ALBUM REVIEW: Esther Rose’s ‘Want’ Is Her Most Settled Record Yet

Much has been written and poetically waxed about the tricky existential conundrums of the Millennial generation. But no one seems to nail it quite like Esther Rose, who has been quietly building a catalogue of powerful, achingly beautiful songwriting for the past few years. Across lo-fi, twangy foot-stompers and spare ballads, she sings in golden hues about following whims and getting involved with the wrong partners, feeling empowered by being untethered and teenaged nostalgia.
Her fifth album, Want, is a continued exploration of living in that indecisive discomfort. But despite all the directions that pull her, it feels like her most settled work yet. Rose’s confidence as a writer and performer has been steadily growing, and it is some kind of miracle to see her stepping so fully into the light where she belongs.
Want is the culmination of so much change. In the cranked-up haze of lead single “New Bad,” Rose confronts all the endless caverns of her desire and the many places it’s led her, for better or worse. “From the lakes of Michigan / To my friend Louisianne / And to old New Mexico / It’s my heart that I follow,” she sings with the reframing that what seemed like following lovers — something women are shamed for — might have actually just been Rose following herself, tuned into her own instincts and curiosities.
“Scars,” a dreamy duet with Dean Johnson, is one of a few especially tender moments on Want, along with the Elliott Smith-like “Messenger” and “tailspin,” that finds Rose contending with acceptance — of her vulnerability, baggage, anxiety, and ability to keep shape shifting as she’s called to. Want is as exploratory sonically, with threads of garage rock and pop that always let Rose’s gift for melody and articulation of all the thorniest parts of herself shine.
The title track and its reprise bookend the album with a gorgeous brain dump of needs that shouldn’t be contradictions but somehow have become so in a society that insists on an unattainable mode of perfection. Rose gives as much weight to the surface things as she does to the deeper ones, the simple pleasures of life like holding hands and birdwatching, and the really knotty struggles of intimacy, aging, and sobriety. What she ultimately finds on the final cut is her “capacity to hold it all and breathe.”
Esther Rose’s Want is due out May 2, 2025 via New West Records.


## Task to complete
Would you please copy each line of the data in which the string "left" occurs?

(Dataset entries Opens)

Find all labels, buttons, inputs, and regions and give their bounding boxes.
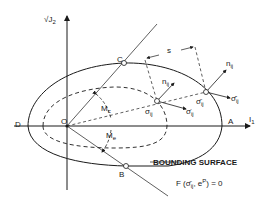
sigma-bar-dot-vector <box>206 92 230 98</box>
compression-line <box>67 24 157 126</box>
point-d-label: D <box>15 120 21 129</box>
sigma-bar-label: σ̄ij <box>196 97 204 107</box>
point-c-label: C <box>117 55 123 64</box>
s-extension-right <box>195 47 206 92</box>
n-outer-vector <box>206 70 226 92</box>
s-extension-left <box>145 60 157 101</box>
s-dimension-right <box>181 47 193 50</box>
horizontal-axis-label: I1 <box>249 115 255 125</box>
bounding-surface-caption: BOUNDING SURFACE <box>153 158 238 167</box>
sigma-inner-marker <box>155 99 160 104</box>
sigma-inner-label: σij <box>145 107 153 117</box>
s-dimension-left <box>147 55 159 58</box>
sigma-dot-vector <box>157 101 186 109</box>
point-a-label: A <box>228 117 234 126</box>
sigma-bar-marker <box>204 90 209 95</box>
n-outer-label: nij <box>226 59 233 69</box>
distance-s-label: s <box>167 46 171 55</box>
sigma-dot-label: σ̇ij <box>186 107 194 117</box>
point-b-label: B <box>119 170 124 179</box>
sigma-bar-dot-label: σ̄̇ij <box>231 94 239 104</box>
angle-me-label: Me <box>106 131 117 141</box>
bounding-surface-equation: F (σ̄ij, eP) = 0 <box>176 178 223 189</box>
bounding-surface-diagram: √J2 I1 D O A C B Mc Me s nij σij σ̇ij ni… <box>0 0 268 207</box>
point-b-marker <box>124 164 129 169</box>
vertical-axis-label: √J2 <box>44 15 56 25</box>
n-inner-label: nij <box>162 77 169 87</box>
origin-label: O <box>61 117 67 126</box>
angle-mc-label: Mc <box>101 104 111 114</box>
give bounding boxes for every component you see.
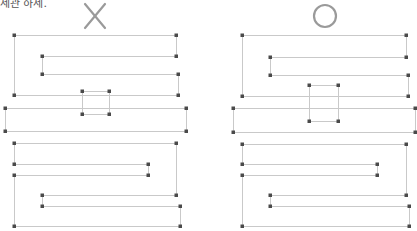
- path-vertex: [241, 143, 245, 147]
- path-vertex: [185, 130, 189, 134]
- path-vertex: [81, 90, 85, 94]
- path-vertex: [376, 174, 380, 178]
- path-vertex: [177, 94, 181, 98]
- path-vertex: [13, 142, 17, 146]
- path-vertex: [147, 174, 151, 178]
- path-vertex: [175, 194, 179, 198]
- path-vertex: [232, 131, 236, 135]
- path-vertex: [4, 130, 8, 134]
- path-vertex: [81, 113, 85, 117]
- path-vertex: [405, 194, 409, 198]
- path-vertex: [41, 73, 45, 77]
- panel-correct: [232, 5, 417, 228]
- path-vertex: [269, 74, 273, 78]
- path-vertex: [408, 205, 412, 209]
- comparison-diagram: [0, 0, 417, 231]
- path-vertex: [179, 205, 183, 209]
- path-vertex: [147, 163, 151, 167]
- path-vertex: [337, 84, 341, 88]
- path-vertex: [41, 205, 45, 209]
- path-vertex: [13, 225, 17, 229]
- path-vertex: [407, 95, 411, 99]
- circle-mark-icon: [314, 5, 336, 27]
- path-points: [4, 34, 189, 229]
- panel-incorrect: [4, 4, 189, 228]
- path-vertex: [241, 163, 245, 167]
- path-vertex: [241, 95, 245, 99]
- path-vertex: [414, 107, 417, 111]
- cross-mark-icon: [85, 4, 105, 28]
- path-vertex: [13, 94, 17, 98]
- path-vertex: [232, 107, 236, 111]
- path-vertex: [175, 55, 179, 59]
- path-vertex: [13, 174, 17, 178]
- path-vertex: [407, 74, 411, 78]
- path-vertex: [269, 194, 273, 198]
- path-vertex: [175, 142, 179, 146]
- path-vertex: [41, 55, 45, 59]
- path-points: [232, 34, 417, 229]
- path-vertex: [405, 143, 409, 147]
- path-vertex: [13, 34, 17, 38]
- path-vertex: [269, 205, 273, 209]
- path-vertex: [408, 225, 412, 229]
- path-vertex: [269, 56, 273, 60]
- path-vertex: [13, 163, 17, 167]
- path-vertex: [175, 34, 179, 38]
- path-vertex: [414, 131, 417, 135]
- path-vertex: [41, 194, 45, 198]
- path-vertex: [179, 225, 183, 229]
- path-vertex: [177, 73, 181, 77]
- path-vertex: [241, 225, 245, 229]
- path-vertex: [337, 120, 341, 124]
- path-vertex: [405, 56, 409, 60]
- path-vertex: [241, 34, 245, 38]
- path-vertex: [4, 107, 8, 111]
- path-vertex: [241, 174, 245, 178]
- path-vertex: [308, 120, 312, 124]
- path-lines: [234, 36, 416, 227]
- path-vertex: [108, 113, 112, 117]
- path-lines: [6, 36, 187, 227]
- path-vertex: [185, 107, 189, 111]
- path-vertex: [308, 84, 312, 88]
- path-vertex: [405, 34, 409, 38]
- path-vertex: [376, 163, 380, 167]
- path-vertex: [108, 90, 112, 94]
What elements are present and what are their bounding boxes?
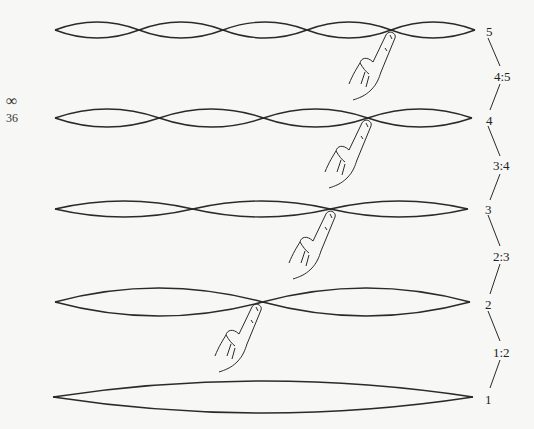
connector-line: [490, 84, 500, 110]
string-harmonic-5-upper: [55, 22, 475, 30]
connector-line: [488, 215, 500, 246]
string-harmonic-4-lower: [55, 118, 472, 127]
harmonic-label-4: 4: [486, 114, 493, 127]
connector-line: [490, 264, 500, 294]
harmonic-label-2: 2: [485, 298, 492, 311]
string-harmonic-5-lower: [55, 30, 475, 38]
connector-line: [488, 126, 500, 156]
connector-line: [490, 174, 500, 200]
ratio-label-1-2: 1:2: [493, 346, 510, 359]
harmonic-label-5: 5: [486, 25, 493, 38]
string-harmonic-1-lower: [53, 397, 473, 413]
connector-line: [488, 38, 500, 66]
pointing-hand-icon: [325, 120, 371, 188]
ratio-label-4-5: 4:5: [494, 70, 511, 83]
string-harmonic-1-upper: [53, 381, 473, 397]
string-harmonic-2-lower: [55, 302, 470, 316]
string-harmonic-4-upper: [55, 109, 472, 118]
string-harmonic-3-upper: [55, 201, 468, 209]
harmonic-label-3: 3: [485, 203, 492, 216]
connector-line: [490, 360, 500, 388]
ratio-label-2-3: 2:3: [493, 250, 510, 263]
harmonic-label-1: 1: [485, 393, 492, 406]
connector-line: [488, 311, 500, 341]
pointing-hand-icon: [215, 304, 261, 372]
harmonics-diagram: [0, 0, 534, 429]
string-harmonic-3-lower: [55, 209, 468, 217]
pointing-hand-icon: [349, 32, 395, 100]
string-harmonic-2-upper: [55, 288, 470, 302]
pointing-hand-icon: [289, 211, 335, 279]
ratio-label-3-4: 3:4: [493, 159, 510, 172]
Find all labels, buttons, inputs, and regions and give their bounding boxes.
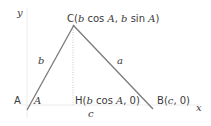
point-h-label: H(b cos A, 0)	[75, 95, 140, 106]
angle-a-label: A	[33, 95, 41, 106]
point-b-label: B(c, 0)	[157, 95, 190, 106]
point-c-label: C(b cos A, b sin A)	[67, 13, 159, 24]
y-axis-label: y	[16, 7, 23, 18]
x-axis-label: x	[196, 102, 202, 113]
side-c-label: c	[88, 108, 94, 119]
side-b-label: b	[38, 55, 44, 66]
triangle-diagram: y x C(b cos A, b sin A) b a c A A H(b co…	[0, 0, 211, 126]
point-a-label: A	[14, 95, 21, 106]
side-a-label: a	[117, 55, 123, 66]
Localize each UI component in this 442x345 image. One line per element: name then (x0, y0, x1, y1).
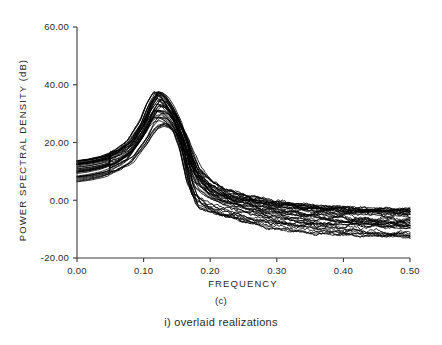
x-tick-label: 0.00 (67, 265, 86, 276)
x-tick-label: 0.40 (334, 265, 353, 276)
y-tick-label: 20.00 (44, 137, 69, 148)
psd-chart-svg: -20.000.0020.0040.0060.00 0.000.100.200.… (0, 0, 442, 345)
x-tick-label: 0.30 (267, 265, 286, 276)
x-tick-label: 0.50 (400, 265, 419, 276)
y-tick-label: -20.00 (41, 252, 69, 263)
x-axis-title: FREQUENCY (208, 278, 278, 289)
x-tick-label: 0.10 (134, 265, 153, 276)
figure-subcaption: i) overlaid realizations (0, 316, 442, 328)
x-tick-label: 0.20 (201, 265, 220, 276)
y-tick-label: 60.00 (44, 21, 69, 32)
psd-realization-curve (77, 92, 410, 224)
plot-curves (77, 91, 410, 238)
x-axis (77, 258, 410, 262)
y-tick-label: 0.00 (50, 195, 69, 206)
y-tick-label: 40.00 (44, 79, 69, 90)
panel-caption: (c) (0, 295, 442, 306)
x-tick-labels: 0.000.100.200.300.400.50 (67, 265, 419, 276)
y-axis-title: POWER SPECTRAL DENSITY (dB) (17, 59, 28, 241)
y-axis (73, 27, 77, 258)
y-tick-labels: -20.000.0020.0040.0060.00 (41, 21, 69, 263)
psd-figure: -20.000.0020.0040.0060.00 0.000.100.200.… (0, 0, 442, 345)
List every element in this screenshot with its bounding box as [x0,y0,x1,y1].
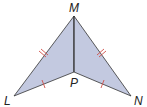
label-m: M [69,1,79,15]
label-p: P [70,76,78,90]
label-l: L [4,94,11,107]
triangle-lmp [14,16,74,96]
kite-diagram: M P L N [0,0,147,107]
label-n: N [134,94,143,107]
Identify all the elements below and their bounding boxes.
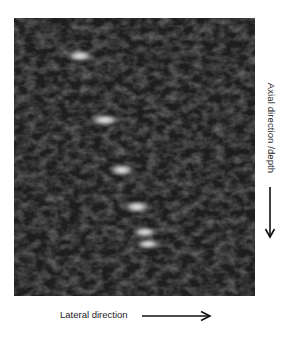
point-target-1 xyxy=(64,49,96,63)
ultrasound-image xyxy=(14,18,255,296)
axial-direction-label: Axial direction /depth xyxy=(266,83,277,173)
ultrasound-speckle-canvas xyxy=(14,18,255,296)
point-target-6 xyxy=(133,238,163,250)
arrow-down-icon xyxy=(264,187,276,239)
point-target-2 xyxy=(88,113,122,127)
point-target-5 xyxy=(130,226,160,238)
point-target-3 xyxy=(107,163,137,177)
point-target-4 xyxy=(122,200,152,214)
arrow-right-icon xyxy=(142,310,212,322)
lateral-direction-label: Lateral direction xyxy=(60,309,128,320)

(Dataset entries Closes)
(Dataset entries Opens)

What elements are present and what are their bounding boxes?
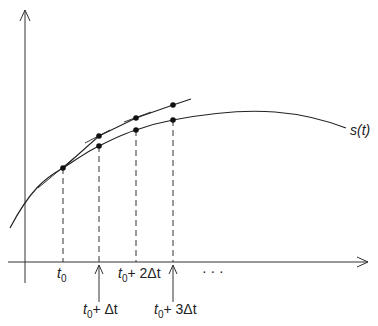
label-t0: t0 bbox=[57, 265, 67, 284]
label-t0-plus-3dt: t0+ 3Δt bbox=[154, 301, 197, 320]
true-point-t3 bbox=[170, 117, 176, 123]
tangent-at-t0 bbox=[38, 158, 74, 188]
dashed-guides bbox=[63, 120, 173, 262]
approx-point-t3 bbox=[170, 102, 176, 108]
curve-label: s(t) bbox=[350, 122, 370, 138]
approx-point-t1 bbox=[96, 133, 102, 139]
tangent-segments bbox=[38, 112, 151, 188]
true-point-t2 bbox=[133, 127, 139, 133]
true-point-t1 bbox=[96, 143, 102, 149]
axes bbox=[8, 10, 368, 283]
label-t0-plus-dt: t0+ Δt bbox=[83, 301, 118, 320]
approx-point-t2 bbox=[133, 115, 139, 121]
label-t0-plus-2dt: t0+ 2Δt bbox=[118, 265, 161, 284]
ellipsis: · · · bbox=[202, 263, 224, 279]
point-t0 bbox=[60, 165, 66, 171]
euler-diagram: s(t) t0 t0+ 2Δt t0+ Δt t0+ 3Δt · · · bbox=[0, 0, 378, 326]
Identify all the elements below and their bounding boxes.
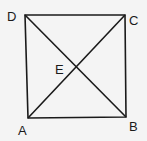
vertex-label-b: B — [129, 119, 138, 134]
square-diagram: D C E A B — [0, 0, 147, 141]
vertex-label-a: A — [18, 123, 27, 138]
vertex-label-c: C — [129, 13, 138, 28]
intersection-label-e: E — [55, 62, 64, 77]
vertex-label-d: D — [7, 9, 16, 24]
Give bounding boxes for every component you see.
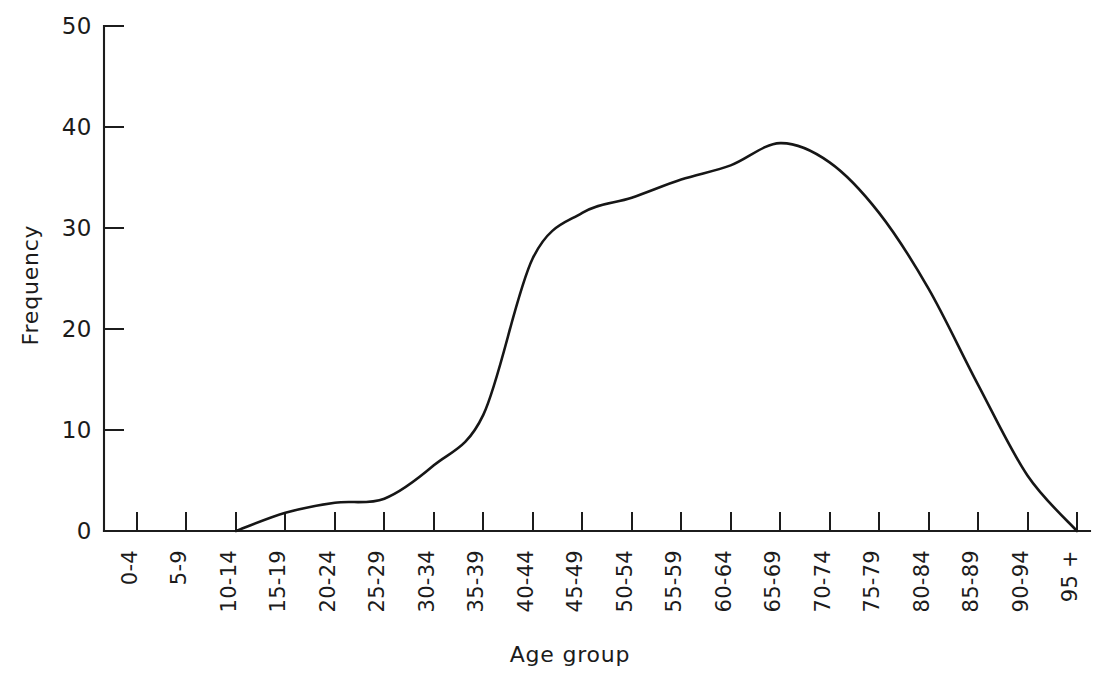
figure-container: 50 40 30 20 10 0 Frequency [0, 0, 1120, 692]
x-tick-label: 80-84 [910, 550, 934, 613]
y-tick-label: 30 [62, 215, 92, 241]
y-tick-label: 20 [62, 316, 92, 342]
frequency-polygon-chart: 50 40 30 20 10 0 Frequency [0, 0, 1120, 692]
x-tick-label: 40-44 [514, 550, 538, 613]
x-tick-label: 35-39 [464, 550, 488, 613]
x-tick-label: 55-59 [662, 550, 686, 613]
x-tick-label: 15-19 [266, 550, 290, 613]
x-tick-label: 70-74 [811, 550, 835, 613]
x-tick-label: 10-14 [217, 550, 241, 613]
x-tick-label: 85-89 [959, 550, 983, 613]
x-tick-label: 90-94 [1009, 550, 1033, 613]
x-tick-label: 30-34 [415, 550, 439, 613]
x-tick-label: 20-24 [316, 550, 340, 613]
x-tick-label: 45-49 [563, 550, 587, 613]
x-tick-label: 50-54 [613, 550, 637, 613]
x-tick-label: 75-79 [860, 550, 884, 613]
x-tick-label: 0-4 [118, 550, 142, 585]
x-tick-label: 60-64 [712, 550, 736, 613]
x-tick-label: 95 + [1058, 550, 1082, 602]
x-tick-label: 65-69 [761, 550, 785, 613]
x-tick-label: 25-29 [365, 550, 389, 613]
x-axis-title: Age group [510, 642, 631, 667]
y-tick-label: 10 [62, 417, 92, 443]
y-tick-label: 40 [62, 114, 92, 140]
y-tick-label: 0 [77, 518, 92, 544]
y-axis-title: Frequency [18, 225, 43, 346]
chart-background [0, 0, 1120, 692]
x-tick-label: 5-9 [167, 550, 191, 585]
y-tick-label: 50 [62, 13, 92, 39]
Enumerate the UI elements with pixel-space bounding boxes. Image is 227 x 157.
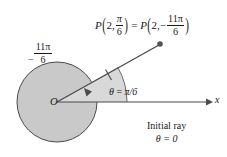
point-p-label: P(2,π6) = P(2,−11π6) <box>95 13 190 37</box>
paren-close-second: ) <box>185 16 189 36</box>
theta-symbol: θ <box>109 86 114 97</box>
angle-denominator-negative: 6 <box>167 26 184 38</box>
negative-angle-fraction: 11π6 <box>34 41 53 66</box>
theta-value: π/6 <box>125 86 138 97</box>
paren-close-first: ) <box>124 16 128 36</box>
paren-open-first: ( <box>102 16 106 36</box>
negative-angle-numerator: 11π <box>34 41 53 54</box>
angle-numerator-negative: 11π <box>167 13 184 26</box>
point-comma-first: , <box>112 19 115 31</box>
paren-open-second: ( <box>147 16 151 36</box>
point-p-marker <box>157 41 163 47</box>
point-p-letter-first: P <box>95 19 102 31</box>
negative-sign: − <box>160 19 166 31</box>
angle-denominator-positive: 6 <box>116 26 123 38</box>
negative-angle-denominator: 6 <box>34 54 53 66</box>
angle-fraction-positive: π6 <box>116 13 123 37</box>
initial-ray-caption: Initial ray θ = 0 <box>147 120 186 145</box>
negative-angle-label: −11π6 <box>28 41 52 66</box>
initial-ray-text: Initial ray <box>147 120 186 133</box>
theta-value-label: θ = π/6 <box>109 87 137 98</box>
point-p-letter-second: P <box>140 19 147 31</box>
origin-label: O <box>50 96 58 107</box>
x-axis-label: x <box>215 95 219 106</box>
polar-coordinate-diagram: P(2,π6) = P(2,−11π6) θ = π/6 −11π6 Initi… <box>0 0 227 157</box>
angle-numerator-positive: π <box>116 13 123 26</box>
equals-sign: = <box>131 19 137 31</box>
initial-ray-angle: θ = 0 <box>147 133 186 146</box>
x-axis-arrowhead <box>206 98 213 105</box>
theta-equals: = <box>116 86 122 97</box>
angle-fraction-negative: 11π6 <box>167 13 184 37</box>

(Dataset entries Closes)

## Written response
s-extension-left <box>145 60 157 101</box>
s-dimension-left <box>147 55 159 58</box>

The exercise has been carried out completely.